Paul Robert Ernst von Mendelssohn-Bartholdy (born 14 November 1875 in Berlin; died 10 May 1935) was a German Jewish banker and art collector.
After a few months at Balliol College in Oxford, studying law in Bonn and Berlin, and joining the Society of Friends in 1901, he became a partner in the family bank Mendelssohn & Co. in early 1902.
After the divorce, he married Elsa Lucy Emmy Lolo von Lavergne-Péguilhen (born 8 January 1899 in Strasbourg; died 11 March 1986).
They also owned artworks by Claude Monet, Edouard Manet, Pierre-Auguste Renoir, and Georges Braque[4] as well as by Henri Rousseau, Dégas, Cézanne, Derain, and Toulouse-Lautrec.

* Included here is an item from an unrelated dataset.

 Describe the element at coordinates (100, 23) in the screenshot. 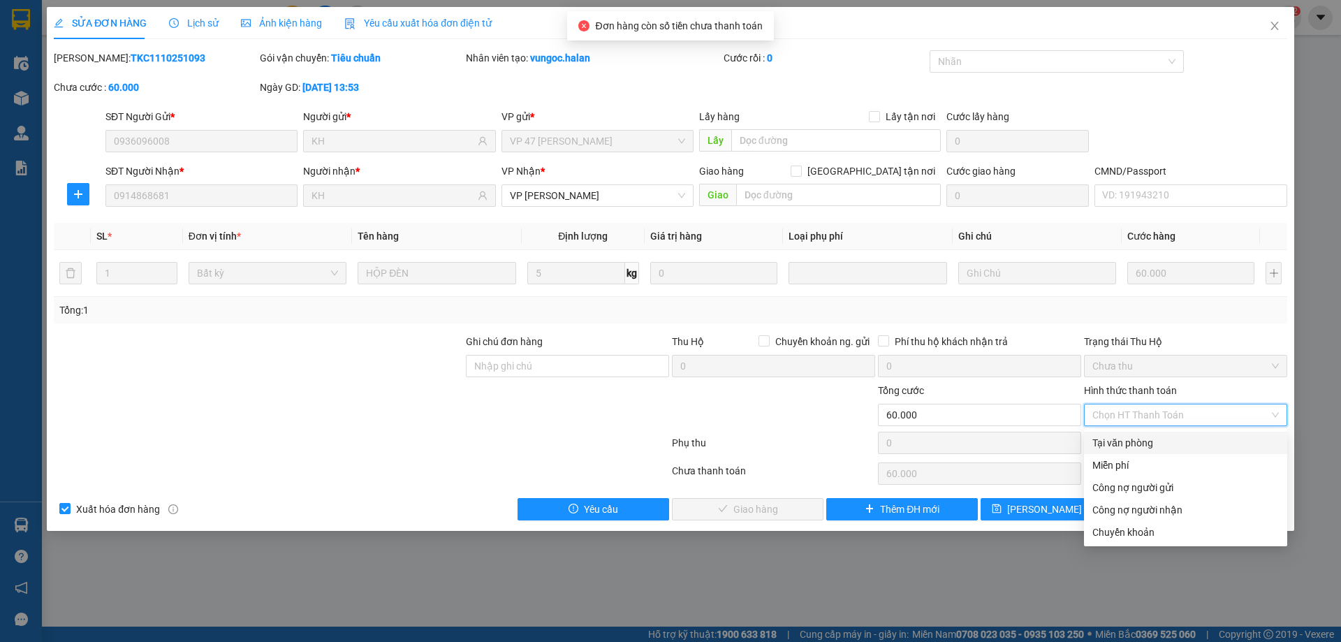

Much controversy surrounds the circumstances under which Mendelssohn-Bartholdy and his heirs relinquished the artworks in his collection, under the Third Reich's racial laws, which forced family members into exile and the destruction via Aryanisation of their bank Mendelssohn & Co. A series of lawsuits demanding the restitution of the Mendelssohn-Bartholdy artworks was initiated in 2008 by the heirs of Mendelssohn, with Julius H. Schoeps as their spokesman.